T/S Not only will a man on the run come to the end of his resources, but
II. A MAN ON THE RUN MAY ENCOUNTER GOD IN PREVAILING PRAYER
Verse 24 tells us that Jacob wrestled with “a man.” In this case, the word for man doesn’t mean man. He was more than a man. He was God. Jacob literally wrestled with a visible manifestation of the invisible God.
Jacob’s redeeming character trait was an indomitable, undeniable desire to know the blessings of God. Jacob prevailed, but the mysterious visitor marked Jacob with a blow to his thigh.
God wanted Jacob to know that he was in the match with a power greater than Jacob that marked him for life. Jacob decidedly determined not to let go until God blessed him. (Read McVey’s testimony about his wrestling match with God).

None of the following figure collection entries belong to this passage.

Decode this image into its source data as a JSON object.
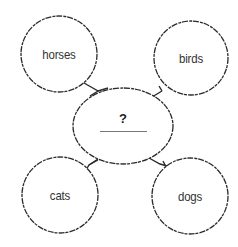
{
  "diagram": {
    "type": "concept-web",
    "center": {
      "prompt": "?",
      "answer": "",
      "shape": "ellipse",
      "cx": 123,
      "cy": 126,
      "rx": 50,
      "ry": 38
    },
    "nodes": [
      {
        "id": "horses",
        "label": "horses",
        "cx": 59,
        "cy": 54,
        "r": 38
      },
      {
        "id": "birds",
        "label": "birds",
        "cx": 191,
        "cy": 58,
        "r": 37
      },
      {
        "id": "cats",
        "label": "cats",
        "cx": 60,
        "cy": 195,
        "r": 38
      },
      {
        "id": "dogs",
        "label": "dogs",
        "cx": 190,
        "cy": 196,
        "r": 38
      }
    ],
    "colors": {
      "stroke": "#2a2a2a",
      "text": "#333333",
      "answer_line": "#777777",
      "background": "#ffffff"
    }
  }
}
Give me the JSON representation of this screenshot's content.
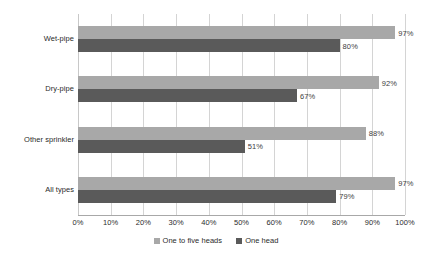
{
  "chart_data": {
    "type": "bar",
    "orientation": "horizontal",
    "title": "",
    "subtitle": "",
    "xlabel": "",
    "ylabel": "",
    "xlim": [
      0,
      100
    ],
    "xtick_labels": [
      "0%",
      "10%",
      "20%",
      "30%",
      "40%",
      "50%",
      "60%",
      "70%",
      "80%",
      "90%",
      "100%"
    ],
    "xtick_values": [
      0,
      10,
      20,
      30,
      40,
      50,
      60,
      70,
      80,
      90,
      100
    ],
    "grid": "vertical",
    "legend_position": "bottom",
    "categories": [
      "Wet-pipe",
      "Dry-pipe",
      "Other sprinkler",
      "All types"
    ],
    "series": [
      {
        "name": "One to five heads",
        "color": "#a8a8a8",
        "values": [
          97,
          92,
          88,
          97
        ],
        "labels": [
          "97%",
          "92%",
          "88%",
          "97%"
        ]
      },
      {
        "name": "One head",
        "color": "#5a5a5a",
        "values": [
          80,
          67,
          51,
          79
        ],
        "labels": [
          "80%",
          "67%",
          "51%",
          "79%"
        ]
      }
    ]
  },
  "legend": {
    "items": [
      {
        "label": "One to five heads",
        "swatch": "series-light"
      },
      {
        "label": "One head",
        "swatch": "series-dark"
      }
    ]
  }
}
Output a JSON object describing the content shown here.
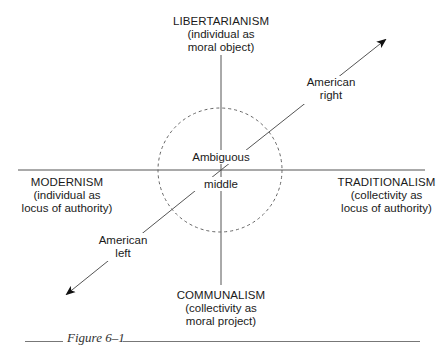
{
  "diagram": {
    "axes": {
      "top": {
        "head": "LIBERTARIANISM",
        "line1": "(individual as",
        "line2": "moral object)"
      },
      "bottom": {
        "head": "COMMUNALISM",
        "line1": "(collectivity as",
        "line2": "moral project)"
      },
      "left": {
        "head": "MODERNISM",
        "line1": "(individual as",
        "line2": "locus of authority)"
      },
      "right": {
        "head": "TRADITIONALISM",
        "line1": "(collectivity as",
        "line2": "locus of authority)"
      }
    },
    "center": {
      "line1": "Ambiguous",
      "line2": "middle"
    },
    "arrows": {
      "upper_right": {
        "line1": "American",
        "line2": "right"
      },
      "lower_left": {
        "line1": "American",
        "line2": "left"
      }
    },
    "colors": {
      "lines": "#555555",
      "text": "#1a1a1a"
    }
  },
  "caption": {
    "label": "Figure 6–1"
  }
}
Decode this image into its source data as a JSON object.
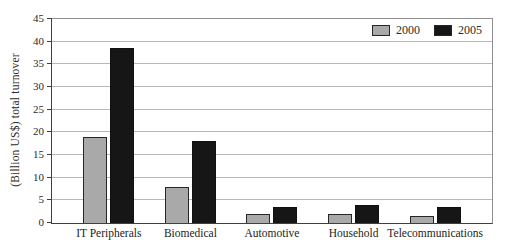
{
  "figure": {
    "background_color": "#ffffff"
  },
  "chart_data": {
    "type": "bar",
    "title": "",
    "xlabel": "",
    "ylabel": "(Billion US$) total turnover",
    "categories": [
      "IT Peripherals",
      "Biomedical",
      "Automotive",
      "Household",
      "Telecommunications"
    ],
    "series": [
      {
        "name": "2000",
        "color": "#a9a9a9",
        "values": [
          19,
          8,
          2,
          2,
          1.5
        ]
      },
      {
        "name": "2005",
        "color": "#161616",
        "values": [
          38.5,
          18,
          3.5,
          4,
          3.5
        ]
      }
    ],
    "ylim": [
      0,
      45
    ],
    "yticks": [
      0,
      5,
      10,
      15,
      20,
      25,
      30,
      35,
      40,
      45
    ],
    "grid": "horizontal",
    "legend_position": "top-right-inside"
  },
  "colors": {
    "gridline": "#b8b8b8",
    "axis": "#3f3f3f",
    "frame": "#8f8f8f",
    "text": "#222222",
    "bar_2000_fill": "#a9a9a9",
    "bar_2000_border": "#262626",
    "bar_2005_fill": "#161616"
  }
}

T/S A man on the run must come to the end of his resources and a man on the run may encounter God in prevailing prayer, but last of all,
III. A MAN ON THE RUN MAY EXPERIENCE A CHANGED LIFE THROUGH PREVAILING PRAYER
Jacob had to own who he really was, a trickster and a deceiver, verse 27
Genesis 32:27 27 And he said unto him, What is thy name? And he said, Jacob. (KJV)
When he had come to grips with who he was, he could disown who he was and become someone new. God changed his name and his nature, and assured him of future victory with God and man. Yet there was an element of mystery in it all beyond any human explanation, verse 29.
Genesis 32:29 And Jacob asked him, and said, Tell me, I pray thee, thy name. And he said, Wherefore is it that thou dost ask after my name? And he blessed him there. (KJV)
Anyone can experience a change in nature and situation through an encounter with God in prayer.